The interrogators wanted to know who pulled down the picture of the Supreme Leader, to what organizations I belonged, and to what organizations my friends and classmates belonged.

It did not matter what I said. There were no correct answers.

“Do you know Masud Rajavi (the spiritual leader of the armed resistance group, the People’s Mujahedin of Iran)?”

“No.”

“You are lying. Everyone knows that bastard. You are lying about everything.”

Sometimes they seemed to want to understand my problem.

“You were one of those who shouted,” the interrogator said.

“No, I wasn’t.”

“You were! Go ahead and shout now. Shout as much as you want.”

And they offered treatment.

“You have extreme tendencies. You just need some balancing.”

And then, turning to one of the strongmen, “Brother X, take him for balancing.” The balancing was more beating.

Nothing To Confess

The interrogations were conducted with a hood over my head. Looking down, I could see only the floor. Once I saw the hands of one of the interrogators after he cuffed my head. His hands were twice the size of mine.

After two weeks, I was transferred to a succession of other prison cells, with no idea where I was. Sometimes, the cells were pitch dark. Sometimes, they had four brilliant light bulbs shining 24 hours a day.

I was lucky I had nothing to confess. And I was lucky that made me of no real interest to my captors. After eight months, as inexplicably as the way they had treated me, they let me go.

But now I was a criminal with a history of imprisonment. And that meant all of Iran would be my lifetime prison.

With a prison record, I could not return to university. I could not get a job. My only course was to leave Tehran and return to my small provincial city. And there, where everyone knows everyone, I was an outcast.

My parents had all but given me up for dead. For months they had gone around every prison in Tehran trying to locate me. At every place, they were told there was no record of me being detained. But one official said it was likely I had been made to “disappear.”

The police sent my prison file to an old man in my home town who had lost three sons in the Iran-Iraq war. He owned a men’s shoe store next to the local bank that no one shopped in because the fashions were 10 years old. But he was powerful because he was strongly linked to the Revolutionary Guards.

This man was my parole officer. I had to appear before him each week to show I was still in town. If I wanted to visit friends in another city, I needed his permission.

His only demand of me was to pray. Not just in the mosque but in private prayer meetings as well.
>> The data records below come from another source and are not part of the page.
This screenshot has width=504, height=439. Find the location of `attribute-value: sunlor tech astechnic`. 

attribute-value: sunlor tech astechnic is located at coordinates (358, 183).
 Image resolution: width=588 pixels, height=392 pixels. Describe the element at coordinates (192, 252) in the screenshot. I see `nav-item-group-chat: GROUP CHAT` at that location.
And eventually, I complied.

That was how I began my journey out of Iran. As he gained trust in me, I could more easily get permission for longer absences. And on one of these absences, I slipped out of the country.

Dehumanizing

The escape route that people take -- across the Iranian border, across Turkey, by ship to Greece, and overland to France -- is well known. Some of those who are now in jail for protesting the presidential election results – if they are released -- will undoubtedly take it, too. It is horrible, full of dangers, and as dehumanizing as being in prison.

I was tricked by traffickers as one group handed me off to another that claimed it had not been paid. So, I soon ran out of money.

I rode in freight containers. And I rode hanging onto the bottom of a speeding truck. That means sitting on a small metal bar a half-meter above the asphalt and hanging on with arms that become so paralyzed the muscles no longer contract. I was numb with fear.

Was it worth this to escape my home country and to leave my parents and dearest friends? Of course not.

But for me it was a question I never had to ask. The government of my country took my country away from me. And my crime was nothing more than taking part in a political demonstration.